Roast Duck: Thermal Tricks for a Better Bird

Poultry

Roast Duck: Thermal Tricks for a Better Bird

Duck is a holiday showstopper. Learn the two-stage temperature approach for succulent meat and crackling-crisp skin.

There’s nothing quite so classically ‘winter’ as a roast duck or roast goose. Whether it’s for a holiday dinner or for a cozy Sunday at home, the deep flavor and luxurious, almost beefy texture of a duck hit the spot in these cold, dark months. Plus, duck and goose both boast copious amounts of warm-flavored fat that can (and should) be rendered out for later use on its own.

But there are challenges to getting a perfect waterfowl to the table. No worries! Here, we’ll point you in the right thermal direction to get your roast duck or goose up and flying, as it were. We’ll be following the steps laid out on SimplyRecipes.com by the inestimable Hank Shaw, one of the English language’s foremost authors on the art of cooking game. It’s going to be delicious.

Roast duck with Brussels sprouts on a platter flanked by a ChefAlarm and  Thermapen



Roast duck problems

Crispy duck skin

The first issue with a duck or a goose (I’m just going to reference the duck from now on, but the same concepts that apply to duck throughout this post also apply to goose) is the skin and the fat. Crispy duck skin is a treasure, but it’s hard to achieve with all that glorious subcutaneous fat. We want the fat out and the skin crisp—if we don’t render it properly, the skin stays squidgy and rubbery. What is a cook to do?

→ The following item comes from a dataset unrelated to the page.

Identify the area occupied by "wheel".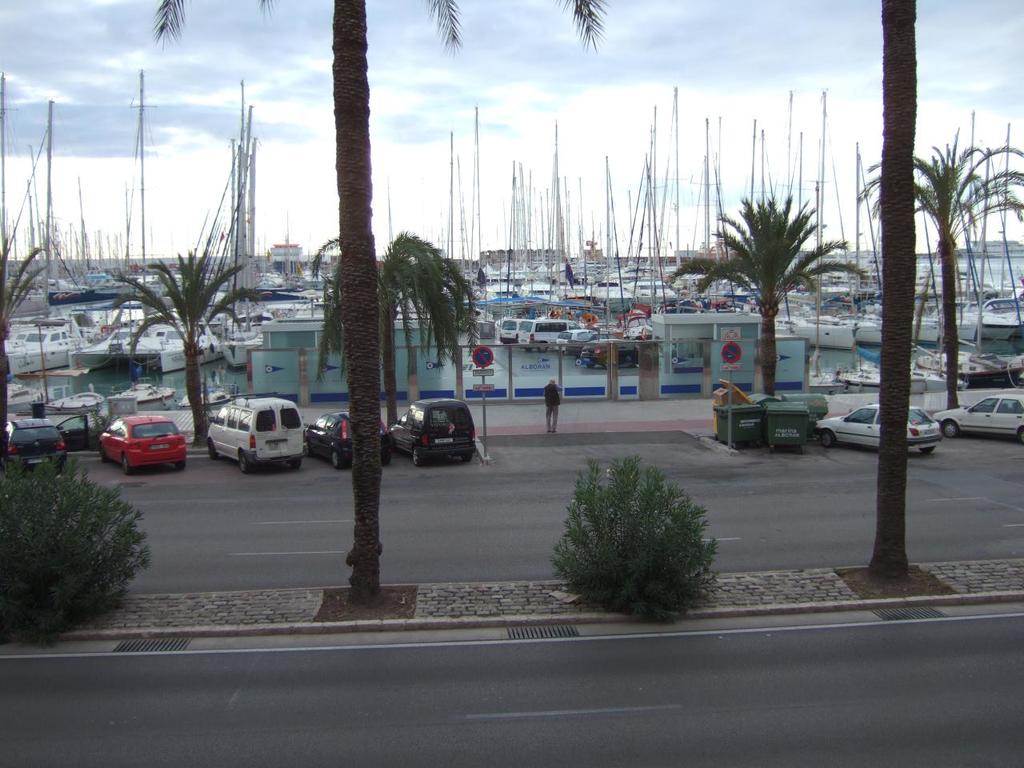
Area: rect(818, 430, 836, 450).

First, we need to allow the fat to escape, and that means holes. By using a thick-yet-sharp needle or skewer to poke holes all over the skin of the duck, we create paths of egress for the rendering fat. As we roast the duck, the fat will melt and run out of the holes in the skin, basting the meat as it cooks. There’s one more step to the crispy-skin solution, but we’ll get to that in a bit.

Piercing the skin of the duck with a large needle


Note two things here. One: don’t poke holes in the meat. We want the fat to render out, but we don’t need the meat all full of holes. Not that much juice would escape from one hole, but making a pincushion of your duck breast isn’t going to make it juicier. Two: You will render a lot of fat out of this bird. 

 Depending on how it was raised, etc., a goose may render enough fat to make moving the pan in which it is roasting a real challenge if the pan is small and/or too shallow. Be warned and be prepared, just in case.

 

Juicy duck meat

So, the skin problem has been (partially) solved. What about the meat?

Yes, what about the meat? Can we not just cook it? Well, yes, we can, but duck breasts are really best when cooked rare to medium rare, while duck legs are best cooked quite well.

In this wing of waterfowl cookery, readers of this blog will recognize a familiar conundrum. This is a problem that we face when cooking a turkey: light meat from the turkey breast should not be cooked above 157°F (69°C), and dark meat from its legs is tastiest when cooked to at least 175°F (79°C). For a turkey, there are various solutions to this thermal puzzle, but those solutions just won’t fly when it comes to duck. The gap we want for duck temperatures is well beyond the 18°F we want for turkey. Duck breast wants to be served at 130°F (54°C), so we’re staring down the barrel of a 45°F-plus temperature disparity, and that’s just not going to happen by icing the breasts of the bird. No, stronger measures must be employed. Surgical measures.

To get perfectly done meat on the whole bird, we use a ChefAlarm® set to 125°F (52°C) to probe the breast while cooking. When the breasts reach that critical temperature (verified with a Thermapen®, of course), we pull the duck from the oven and carve out the breasts. Then we put the thermometer probe into one of the thighs and put the now-diminished carcass back into the oven to bring the rest of the meat up to 175°F (79°C). And just like that, we have perfectly cooked breast meat and perfectly cooked legs and wings.

Cutting the breasts for a partially-roasted duck


How to cook duck—bringing it all together

Now it may seem that things are not all done. Indeed, the breasts have been sitting tented on the counter for an indeterminate time awaiting the legs, and I said earlier that we’d be talking about crisping the skin some more. So we come to the last step: crisping everything in a hot pan.

Heat a pan over medium-high heat and cut the legs and wings from the body of the duck. Place the legs and wing joints skin-side down in the pan and cook until the fat more fully renders and the skin is beautifully browned and crisp. Remove the legs and wings and give the same treatment to the breasts. (This will also reheat them—they will have cooled during the leg cook.) Slice the breasts, cut the drums from the thighs, and serve the whole lot—maybe some German-style red cabbage or roasted Brussels sprouts, and certainly with rich duck gravy, made from the extra parts.

Browning duck legs and wings


A browned, crispy duck leg


Browning duck breasts in a pan

A browned, crisp-skinned duck breast

With thermal thinking, and some good tools like Thermapen® and ChefAlarm, landing a platter of perfectly cooked duck or goose on your holiday table is no trouble at all.